Some might argue that the message of Melting Pot surely overrides any dated language – the currently unpopular argument that it’s better to say the right thing using the wrong words than to spew hatred while carefully clinging to the currently sanctioned ‘correct’ descriptions – that dated language is less important than the overriding message of acceptance and harmony. But brodcasting censors OFCOM are having none of it, and have demanded that radio stations agree not to play the song again after receiving just one complaint.

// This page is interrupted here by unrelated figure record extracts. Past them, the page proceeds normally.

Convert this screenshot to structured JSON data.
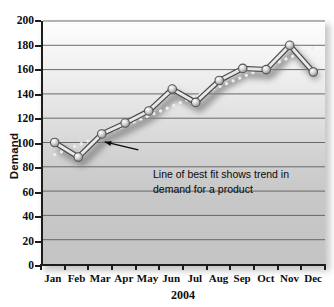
{
  "chart_data": {
    "type": "line",
    "title": "",
    "xlabel": "2004",
    "ylabel": "Demand",
    "categories": [
      "Jan",
      "Feb",
      "Mar",
      "Apr",
      "May",
      "Jun",
      "Jul",
      "Aug",
      "Sep",
      "Oct",
      "Nov",
      "Dec"
    ],
    "ylim": [
      0,
      200
    ],
    "ytick_step": 20,
    "yticks": [
      0,
      20,
      40,
      60,
      80,
      100,
      120,
      140,
      160,
      180,
      200
    ],
    "grid": true,
    "legend": "none",
    "series": [
      {
        "name": "Demand",
        "style": "line-with-round-markers",
        "values": [
          100,
          88,
          107,
          116,
          126,
          144,
          133,
          151,
          161,
          160,
          180,
          158
        ]
      },
      {
        "name": "Line of best fit",
        "style": "dotted-trend",
        "values": [
          90,
          98,
          106,
          114,
          122,
          130,
          138,
          146,
          154,
          162,
          170,
          178
        ]
      }
    ],
    "annotations": [
      {
        "line1": "Line of best fit shows trend in",
        "line2": "demand for a product",
        "points_to": "Mar"
      }
    ]
  },
  "colors": {
    "axis": "#1d1d1d",
    "gridline": "#5a5a5a",
    "series_line": "#e8e8e8",
    "series_line_edge": "#4a4a4a",
    "marker_fill": "#c9c9c9",
    "trend_dot": "#ededed",
    "text": "#0d0d0d",
    "plot_bg_top": "#fdfdfd",
    "plot_bg_bottom": "#c4c4c4"
  }
}
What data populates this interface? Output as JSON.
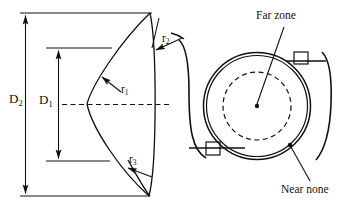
{
  "figure": {
    "background_color": "#ffffff",
    "line_color": "#111111",
    "width": 364,
    "height": 212
  },
  "cross_section": {
    "caption": "Lens cross-section with diameters and radii",
    "dimensions": [
      {
        "key": "D2",
        "base": "D",
        "sub": "2",
        "meaning": "overall lens diameter",
        "position": "outer vertical dimension line, far left"
      },
      {
        "key": "D1",
        "base": "D",
        "sub": "1",
        "meaning": "optic zone diameter",
        "position": "inner vertical dimension line"
      }
    ],
    "radii": [
      {
        "key": "r1",
        "base": "r",
        "sub": "1",
        "meaning": "central posterior radius",
        "leader": "arrow points up-left to front surface"
      },
      {
        "key": "r2",
        "base": "r",
        "sub": "2",
        "meaning": "peripheral radius upper",
        "leader": "arrow points down-left to edge"
      },
      {
        "key": "r3",
        "base": "r",
        "sub": "3",
        "meaning": "peripheral radius lower",
        "leader": "arrow points down-left to edge"
      }
    ],
    "axis": {
      "style": "dashed",
      "meaning": "optical axis centerline"
    }
  },
  "front_view": {
    "caption": "Front view of lens showing zones",
    "annotations": [
      {
        "key": "far_zone",
        "label": "Far zone",
        "target": "center dot inside dashed inner circle"
      },
      {
        "key": "near_zone",
        "label": "Near none",
        "target": "dot between dashed circle and outer rim"
      }
    ],
    "elements": [
      {
        "key": "outer-rim",
        "shape": "double circle",
        "meaning": "lens edge"
      },
      {
        "key": "inner-zone",
        "shape": "dashed circle",
        "meaning": "optic zone boundary"
      },
      {
        "key": "tab-upper-right",
        "shape": "small square",
        "meaning": "stabilization / prism ballast marker"
      },
      {
        "key": "tab-lower-left",
        "shape": "small square",
        "meaning": "stabilization / prism ballast marker"
      },
      {
        "key": "haptic-left",
        "shape": "curve",
        "meaning": "lens haptic outline"
      },
      {
        "key": "haptic-right",
        "shape": "curve",
        "meaning": "lens haptic outline"
      }
    ]
  }
}
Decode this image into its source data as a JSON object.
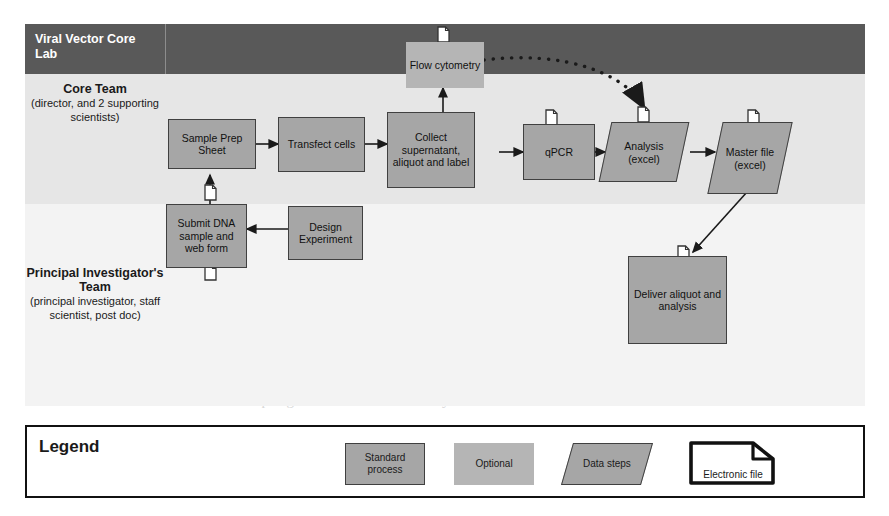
{
  "header": {
    "title": "Viral Vector Core Lab",
    "bar_color": "#595959"
  },
  "lanes": [
    {
      "id": "core",
      "title": "Core Team",
      "subtitle": "(director, and 2 supporting scientists)",
      "background": "#e6e6e6"
    },
    {
      "id": "pi",
      "title": "Principal Investigator's Team",
      "subtitle": "(principal investigator, staff scientist, post doc)",
      "background": "#f3f3f3"
    }
  ],
  "nodes": [
    {
      "id": "sample-prep-sheet",
      "label": "Sample Prep Sheet",
      "type": "standard-process",
      "lane": "core",
      "has_file_icon": true
    },
    {
      "id": "transfect-cells",
      "label": "Transfect cells",
      "type": "standard-process",
      "lane": "core",
      "has_file_icon": false
    },
    {
      "id": "collect-supernatant",
      "label": "Collect supernatant, aliquot and label",
      "type": "standard-process",
      "lane": "core",
      "has_file_icon": false
    },
    {
      "id": "flow-cytometry",
      "label": "Flow cytometry",
      "type": "optional",
      "lane": "core",
      "has_file_icon": true
    },
    {
      "id": "qpcr",
      "label": "qPCR",
      "type": "standard-process",
      "lane": "core",
      "has_file_icon": true
    },
    {
      "id": "analysis-excel",
      "label": "Analysis (excel)",
      "type": "data-steps",
      "lane": "core",
      "has_file_icon": true
    },
    {
      "id": "master-file-excel",
      "label": "Master file (excel)",
      "type": "data-steps",
      "lane": "core",
      "has_file_icon": true
    },
    {
      "id": "submit-dna-sample",
      "label": "Submit DNA sample and web form",
      "type": "standard-process",
      "lane": "pi",
      "has_file_icon": true
    },
    {
      "id": "design-experiment",
      "label": "Design Experiment",
      "type": "standard-process",
      "lane": "pi",
      "has_file_icon": false
    },
    {
      "id": "deliver-aliquot",
      "label": "Deliver aliquot and analysis",
      "type": "standard-process",
      "lane": "pi",
      "has_file_icon": true
    }
  ],
  "connectors": [
    {
      "from": "design-experiment",
      "to": "submit-dna-sample",
      "style": "solid"
    },
    {
      "from": "submit-dna-sample",
      "to": "sample-prep-sheet",
      "style": "solid"
    },
    {
      "from": "sample-prep-sheet",
      "to": "transfect-cells",
      "style": "solid"
    },
    {
      "from": "transfect-cells",
      "to": "collect-supernatant",
      "style": "solid"
    },
    {
      "from": "collect-supernatant",
      "to": "flow-cytometry",
      "style": "solid"
    },
    {
      "from": "collect-supernatant",
      "to": "qpcr",
      "style": "solid"
    },
    {
      "from": "qpcr",
      "to": "analysis-excel",
      "style": "solid"
    },
    {
      "from": "flow-cytometry",
      "to": "analysis-excel",
      "style": "dotted"
    },
    {
      "from": "analysis-excel",
      "to": "master-file-excel",
      "style": "solid"
    },
    {
      "from": "master-file-excel",
      "to": "deliver-aliquot",
      "style": "solid"
    }
  ],
  "legend": {
    "title": "Legend",
    "items": [
      {
        "id": "standard-process",
        "label": "Standard process",
        "shape": "rectangle",
        "fill": "#a6a6a6",
        "stroke": "#404040"
      },
      {
        "id": "optional",
        "label": "Optional",
        "shape": "rectangle",
        "fill": "#b5b5b5",
        "stroke": "none"
      },
      {
        "id": "data-steps",
        "label": "Data steps",
        "shape": "parallelogram",
        "fill": "#a6a6a6",
        "stroke": "#404040"
      },
      {
        "id": "electronic-file",
        "label": "Electronic file",
        "shape": "document",
        "fill": "#ffffff",
        "stroke": "#111111"
      }
    ]
  },
  "page_ghost_text": [
    "the tract nts been extend with",
    "tracking and quantitation",
    "the multiple devices to work",
    "tracked in",
    "shipping is a standard interface",
    "following status, process is finished",
    "the adopting the VVC consultant says the modules"
  ]
}
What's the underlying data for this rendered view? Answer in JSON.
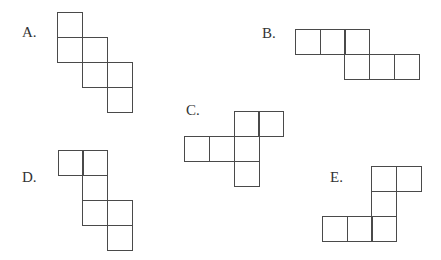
{
  "figures": [
    {
      "label": "A.",
      "label_pos": [
        22,
        24
      ],
      "squares": [
        [
          57,
          12
        ],
        [
          57,
          37
        ],
        [
          82,
          37
        ],
        [
          82,
          62
        ],
        [
          107,
          62
        ],
        [
          107,
          87
        ]
      ]
    },
    {
      "label": "B.",
      "label_pos": [
        262,
        25
      ],
      "squares": [
        [
          295,
          29
        ],
        [
          320,
          29
        ],
        [
          344,
          29
        ],
        [
          344,
          54
        ],
        [
          369,
          54
        ],
        [
          394,
          54
        ]
      ]
    },
    {
      "label": "C.",
      "label_pos": [
        186,
        102
      ],
      "squares": [
        [
          234,
          111
        ],
        [
          258,
          111
        ],
        [
          184,
          136
        ],
        [
          209,
          136
        ],
        [
          234,
          136
        ],
        [
          234,
          161
        ]
      ]
    },
    {
      "label": "D.",
      "label_pos": [
        22,
        169
      ],
      "squares": [
        [
          58,
          150
        ],
        [
          82,
          150
        ],
        [
          82,
          175
        ],
        [
          82,
          200
        ],
        [
          107,
          200
        ],
        [
          107,
          225
        ]
      ]
    },
    {
      "label": "E.",
      "label_pos": [
        330,
        169
      ],
      "squares": [
        [
          371,
          166
        ],
        [
          396,
          166
        ],
        [
          371,
          191
        ],
        [
          322,
          216
        ],
        [
          347,
          216
        ],
        [
          371,
          216
        ]
      ]
    }
  ],
  "square_size": 25
}
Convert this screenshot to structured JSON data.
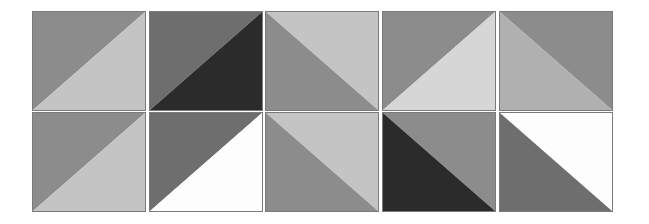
{
  "canvas": {
    "width": 649,
    "height": 224,
    "background": "#ffffff"
  },
  "palette": {
    "dark": "#2b2b2b",
    "mid_dark": "#6e6e6e",
    "mid": "#8c8c8c",
    "light": "#c4c4c4",
    "white": "#fdfdfd",
    "border": "#7a7a7a"
  },
  "columns": [
    {
      "x": 0
    },
    {
      "x": 117
    },
    {
      "x": 233
    },
    {
      "x": 350
    },
    {
      "x": 467
    }
  ],
  "rows": [
    {
      "y": 0
    },
    {
      "y": 101
    }
  ],
  "tiles": [
    {
      "col": 0,
      "row": 0,
      "diagonal": "bl-tr",
      "upper": "#8c8c8c",
      "lower": "#c4c4c4"
    },
    {
      "col": 0,
      "row": 1,
      "diagonal": "bl-tr",
      "upper": "#8c8c8c",
      "lower": "#c4c4c4"
    },
    {
      "col": 1,
      "row": 0,
      "diagonal": "bl-tr",
      "upper": "#6e6e6e",
      "lower": "#2b2b2b"
    },
    {
      "col": 1,
      "row": 1,
      "diagonal": "bl-tr",
      "upper": "#6e6e6e",
      "lower": "#fdfdfd"
    },
    {
      "col": 2,
      "row": 0,
      "diagonal": "tl-br",
      "upper": "#c4c4c4",
      "lower": "#8c8c8c"
    },
    {
      "col": 2,
      "row": 1,
      "diagonal": "tl-br",
      "upper": "#c4c4c4",
      "lower": "#8c8c8c"
    },
    {
      "col": 3,
      "row": 0,
      "diagonal": "bl-tr",
      "upper": "#8c8c8c",
      "lower": "#d6d6d6"
    },
    {
      "col": 3,
      "row": 1,
      "diagonal": "tl-br",
      "upper": "#8c8c8c",
      "lower": "#2b2b2b"
    },
    {
      "col": 4,
      "row": 0,
      "diagonal": "tl-br",
      "upper": "#8c8c8c",
      "lower": "#b0b0b0"
    },
    {
      "col": 4,
      "row": 1,
      "diagonal": "tl-br",
      "upper": "#fdfdfd",
      "lower": "#6e6e6e"
    }
  ]
}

It’s possible, of course, that even if someone were to take a further stab at reworking the offensive lyrics and re-recorded the song, the very nature of Melting Pot will grate with the current intersectionalist movement, which seems almost as keen on dismantling integration as the old Apartheid government in South Africa was, with identity politics being all – the idea of us all blending together to be one equal version of humanity is against everything that they believe in. When we are told that people of one culture should not appreciate and enjoy another culture, the idea of us all being stirred together will seem less a call for social harmony, and more an attempt to eliminate minority groups – less social cohension and more social darwinism, perhaps. As it stands, the song seems to be a provovation against both the far left and the far right, both of whom are far more likely to skwark and complain than the normal people stuck in the middle. It doesn’t take much to unite apparently dispirate groups in outrage. So perhaps the song has helped create a melting pot after all, albeit one that, rather than “coffee coloured people”, instead churns out hate-spewing offence seekers by the score.